What to do: The response should be the lines of the data, starting at the first and ending at the one that contains "Task: Click on", copied without change.

*** Opening Exercise inputs ***

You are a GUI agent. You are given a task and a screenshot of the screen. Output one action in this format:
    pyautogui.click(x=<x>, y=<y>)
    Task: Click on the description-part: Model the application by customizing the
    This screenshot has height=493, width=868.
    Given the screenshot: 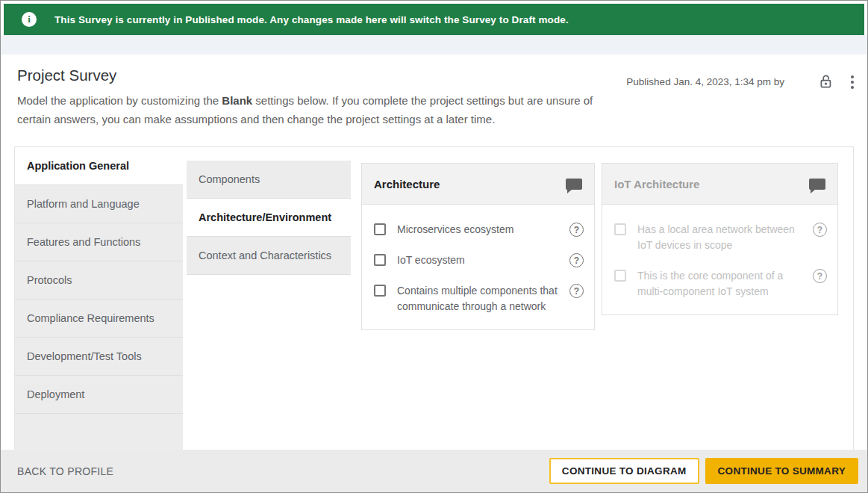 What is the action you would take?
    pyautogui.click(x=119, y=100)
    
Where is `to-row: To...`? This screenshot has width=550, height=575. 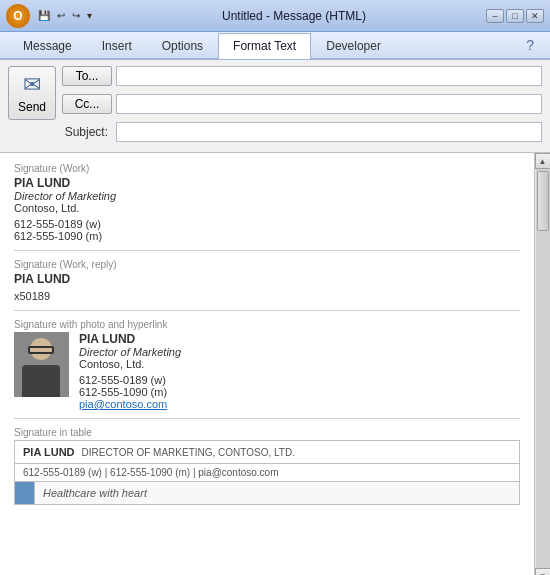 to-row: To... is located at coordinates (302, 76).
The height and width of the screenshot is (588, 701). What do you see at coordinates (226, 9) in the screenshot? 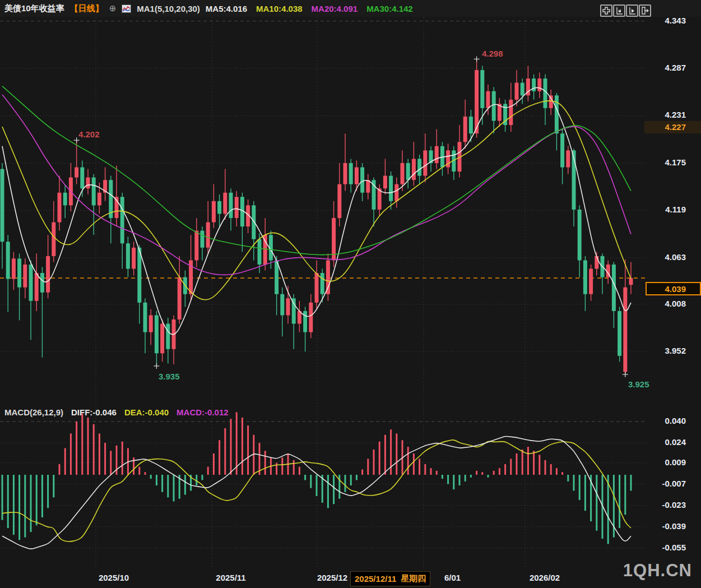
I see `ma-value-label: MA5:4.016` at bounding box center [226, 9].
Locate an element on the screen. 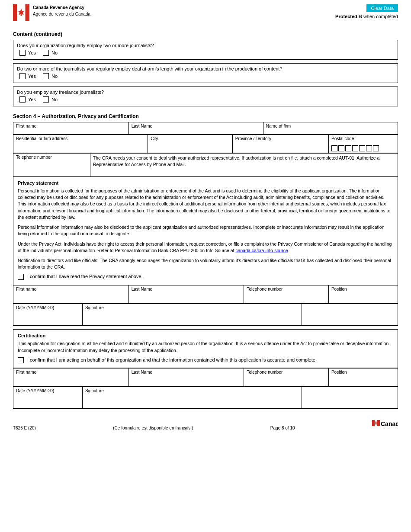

*** Closing Exercise inputs ***

Exercise response:
You are a GUI agent. You are given a task and a screenshot of the screen. Output one action in this format:
    pyautogui.click(x=<x>, y=<y>)
    Task: Click on the description-part: Model the application by customizing the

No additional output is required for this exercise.